A “fuel cell” is a device that generates an electric current from the chemical reactions entailed in combining hydrogen and oxygen into water. Fuel cells typically employ an expensive catalyzing compound to accelerate that chemical reaction.
Fuel cells can be used in place of batteries or other power sources and may offer advantages for higher utilization and heavier modes of transportation such as trucks or trains as well as for corporate or industrial applications such as back-up power for data centers. When the hydrogen that is fed into a fuel cell is produced using a renewable energy source such as solar or wind, the electricity generated by the fuel cell is essentially free of carbon emissions.
Last week, scientists at Cornell University announced a meaningful step forward in reducing the cost of making fuel cells. The Director of the Energy Materials Center at Cornell University, Héctor Abruña, and his team have engineered compounds that can catalyze a fuel cell’s chemical reaction without the use of platinum or other expensive metals. Moreover, the article references 10% energy leakage, which, if I am reading it correctly, represents a big step forward in energy conversion efficiency. These important advances, in conjunction with R&D efforts underway around the world related to similar technologies, point to rapidly bending cost and efficiency curves for hydrogen that could accelerate efforts to address the most difficult to decarbonize sectors of the global economy.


What you will do
Everything from the line containing "Identify the location" through the last line of the data below is to be retyped exactly, apart from the pictures.
§ §
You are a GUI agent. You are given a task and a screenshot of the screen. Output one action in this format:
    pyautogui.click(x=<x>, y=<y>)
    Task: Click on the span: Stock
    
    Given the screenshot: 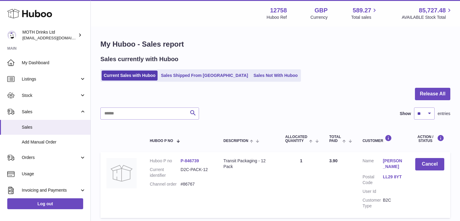 What is the action you would take?
    pyautogui.click(x=51, y=95)
    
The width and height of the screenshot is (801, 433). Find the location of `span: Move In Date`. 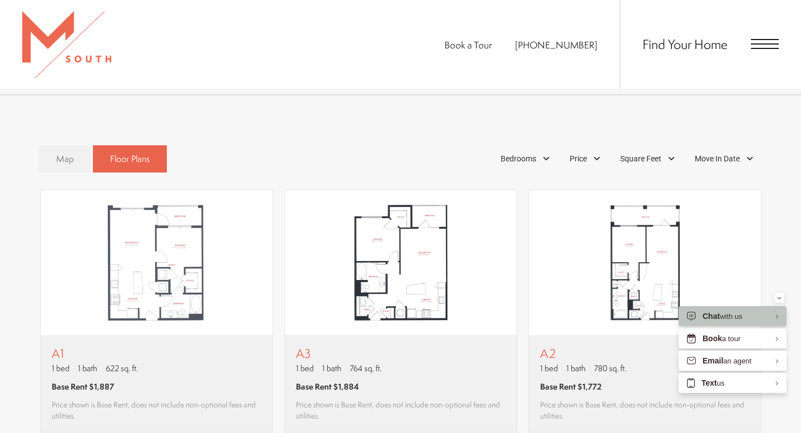

span: Move In Date is located at coordinates (717, 159).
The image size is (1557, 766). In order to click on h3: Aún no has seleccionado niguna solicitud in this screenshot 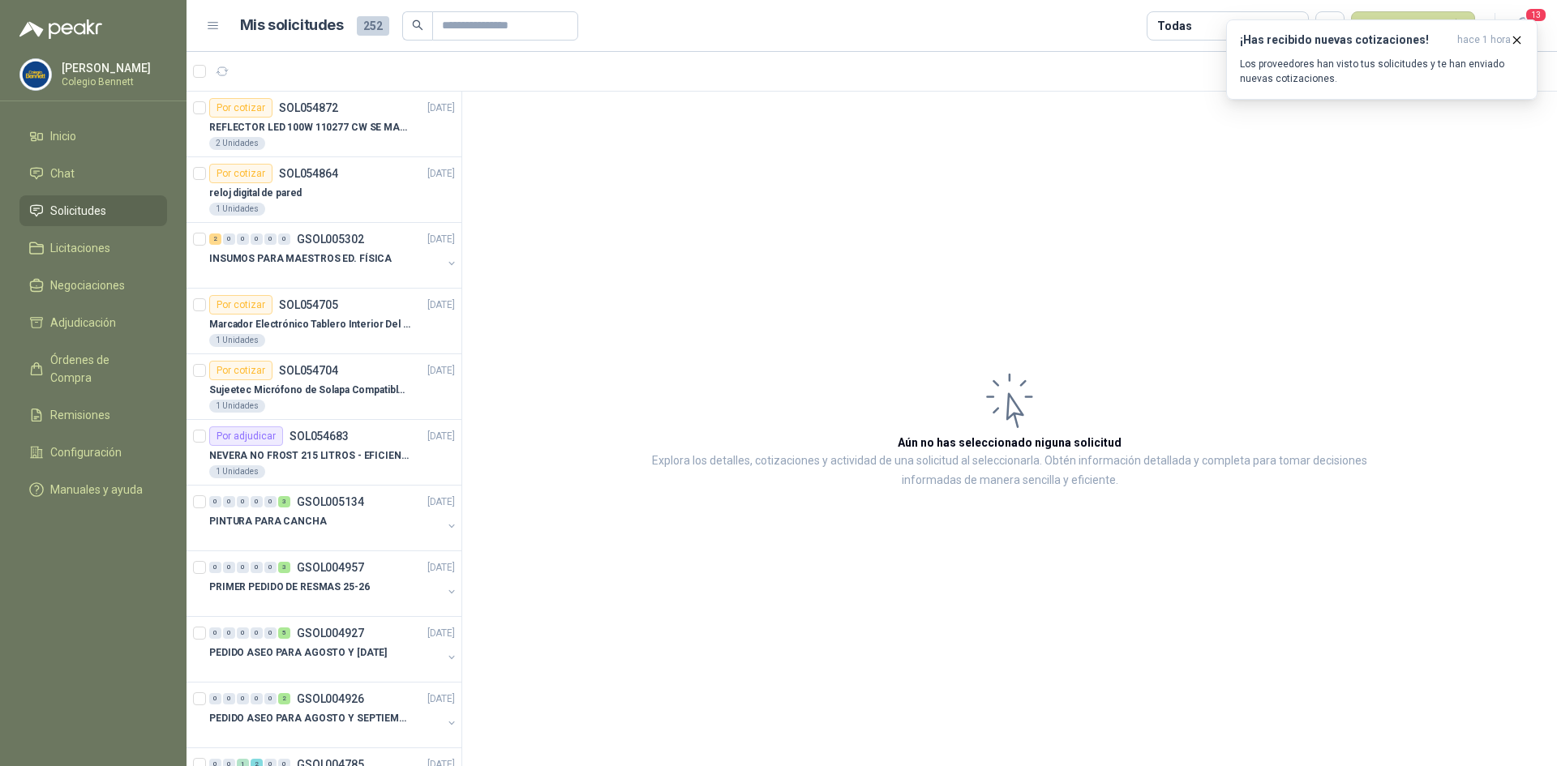, I will do `click(1010, 443)`.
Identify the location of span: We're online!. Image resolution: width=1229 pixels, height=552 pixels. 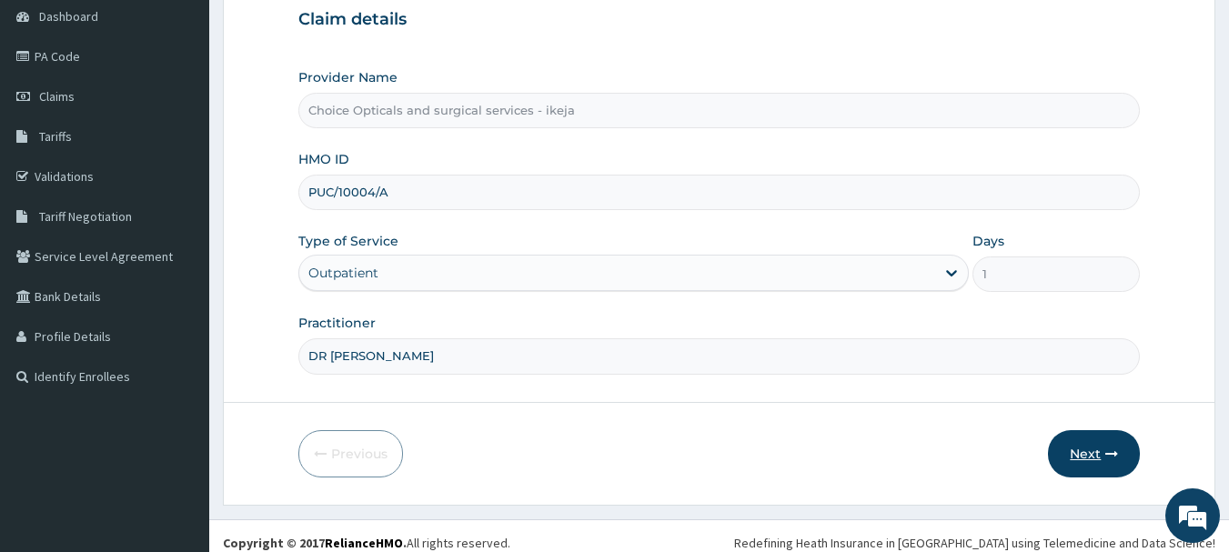
(178, 254).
§ §
Completed exercise
Identify the location of span: We're online!. Image resolution: width=1229 pixels, height=552 pixels. 
(178, 254).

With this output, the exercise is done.